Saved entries
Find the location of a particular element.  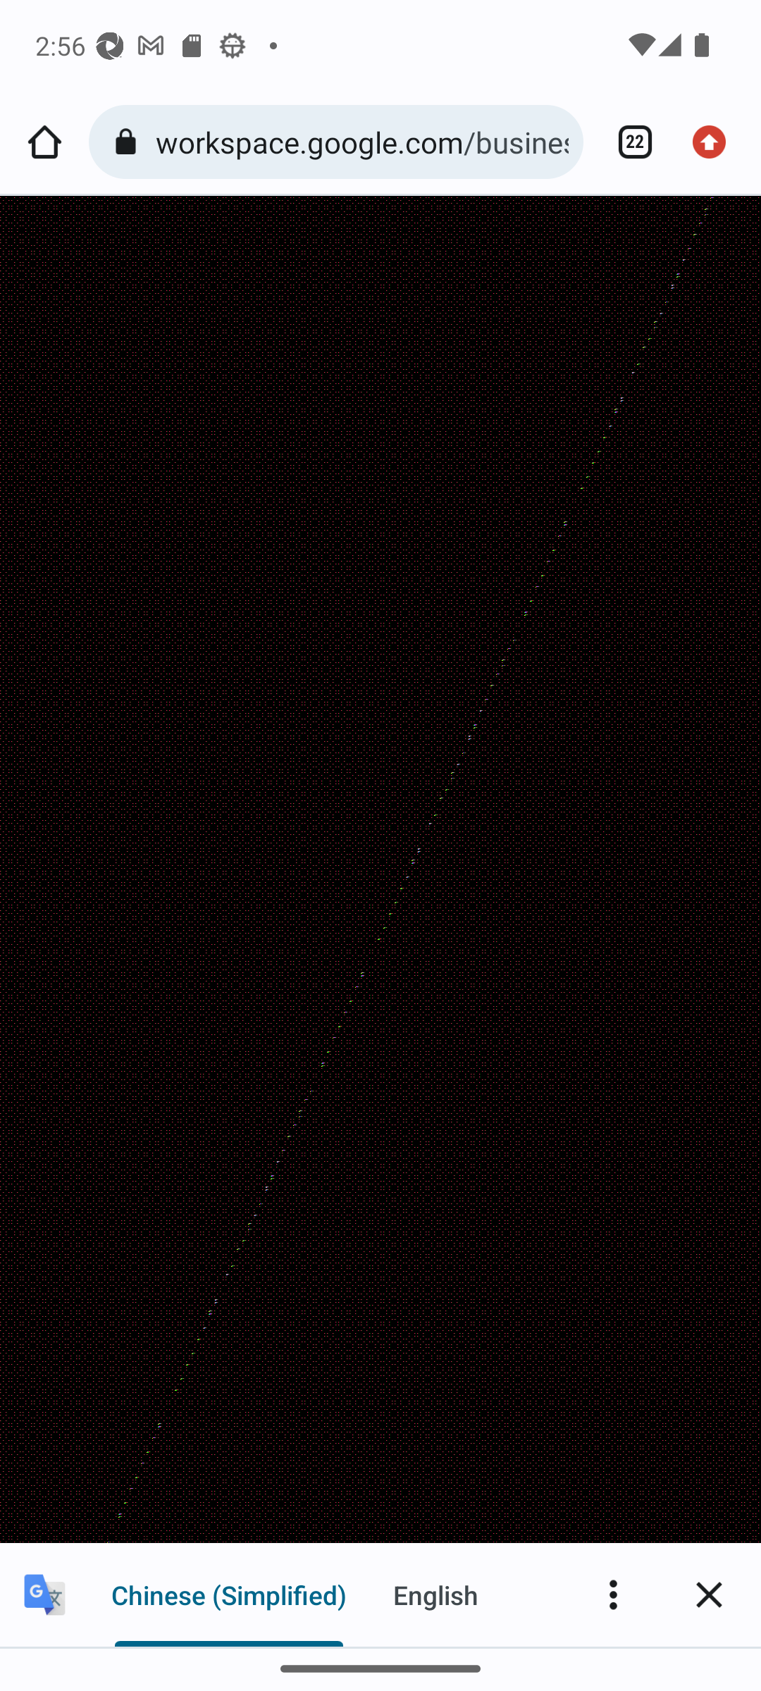

Home is located at coordinates (44, 142).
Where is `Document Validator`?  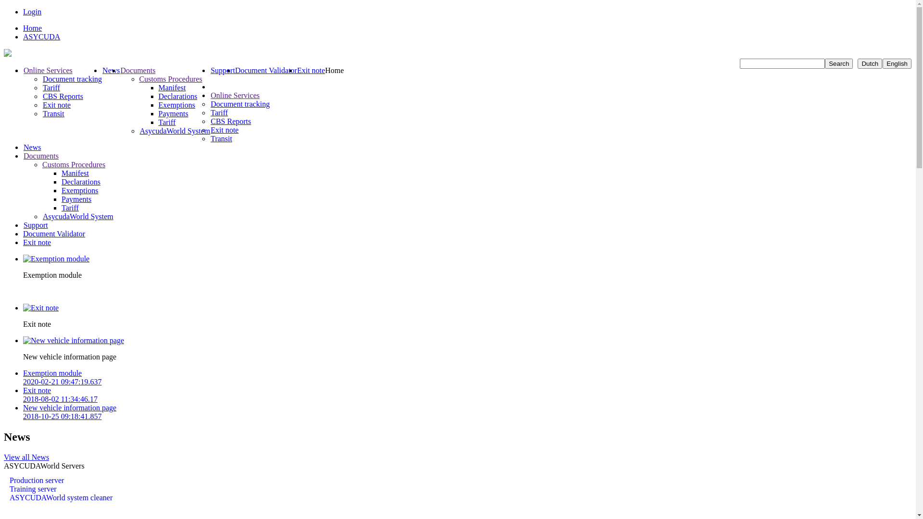
Document Validator is located at coordinates (266, 70).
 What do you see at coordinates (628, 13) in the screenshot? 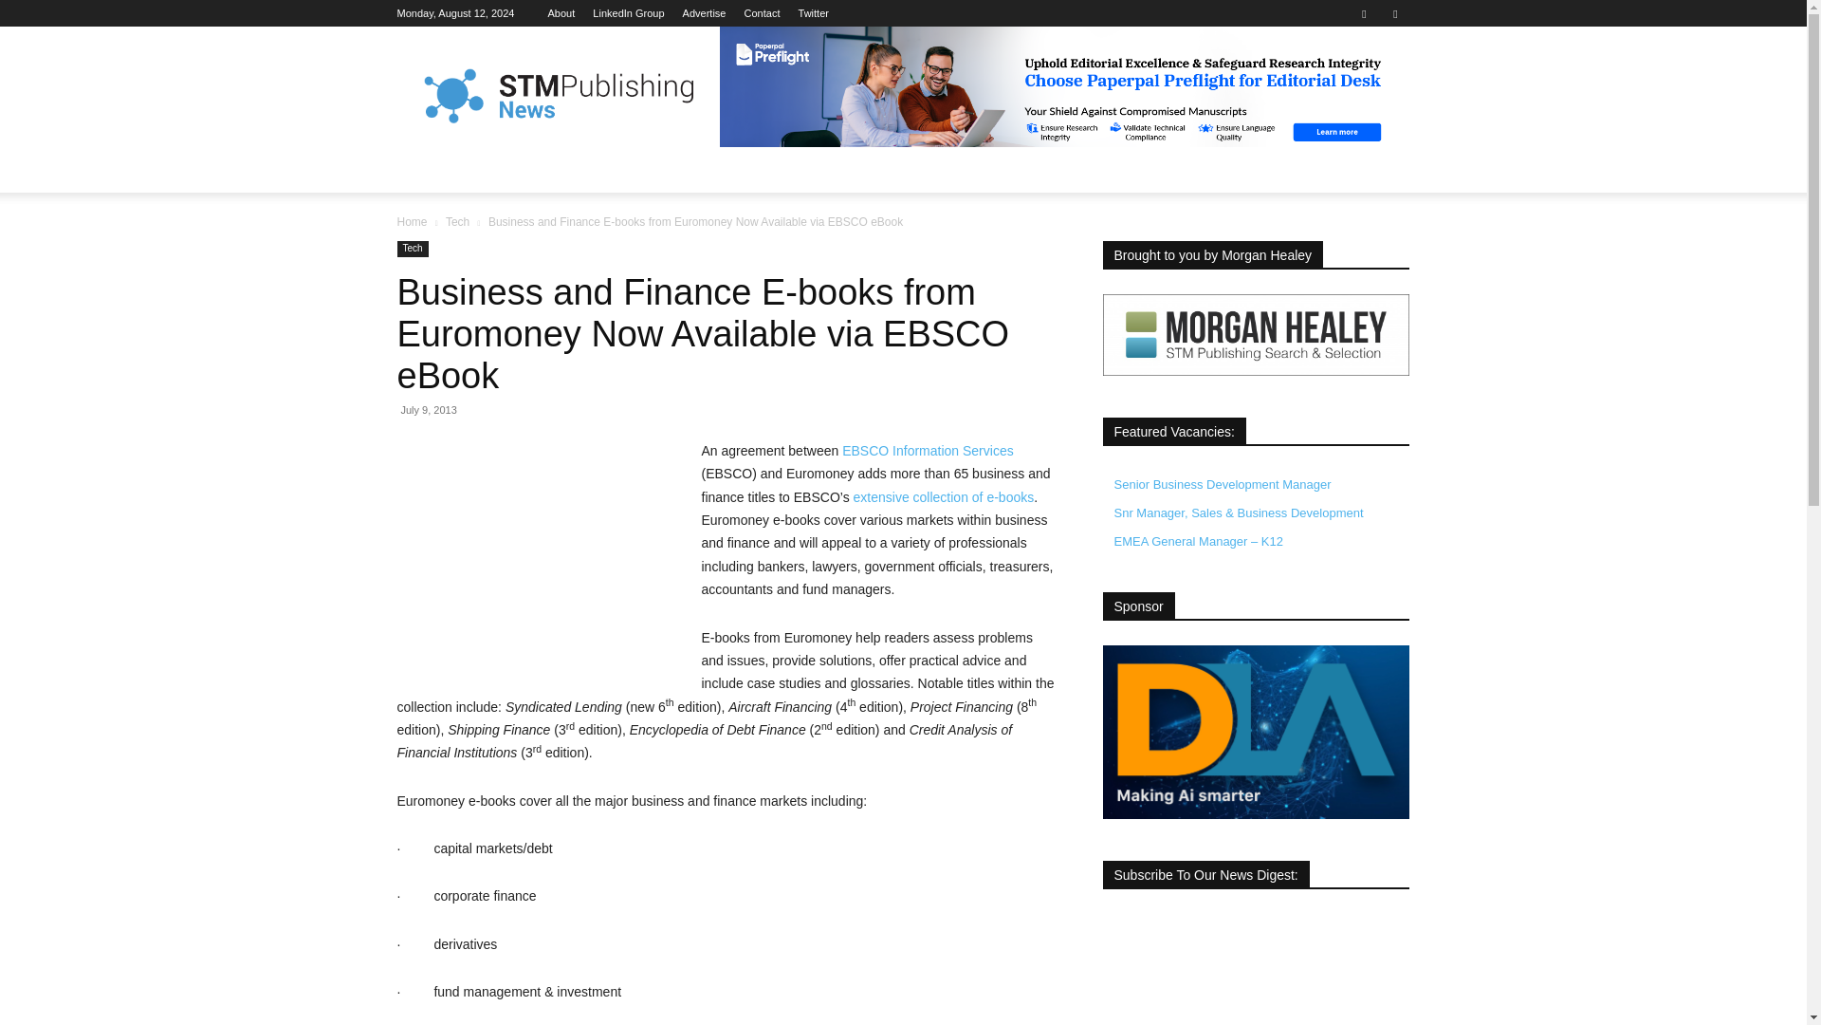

• [TASK BRIEF]: Without including any pictures, please restate all the records exactly.

• [SOLUTION TO THE EXERCISE]:
Find the location of a particular element.  

Home is located at coordinates (44, 142).
Where is `Document Validator`?  
Document Validator is located at coordinates (266, 70).
 What do you see at coordinates (628, 13) in the screenshot? 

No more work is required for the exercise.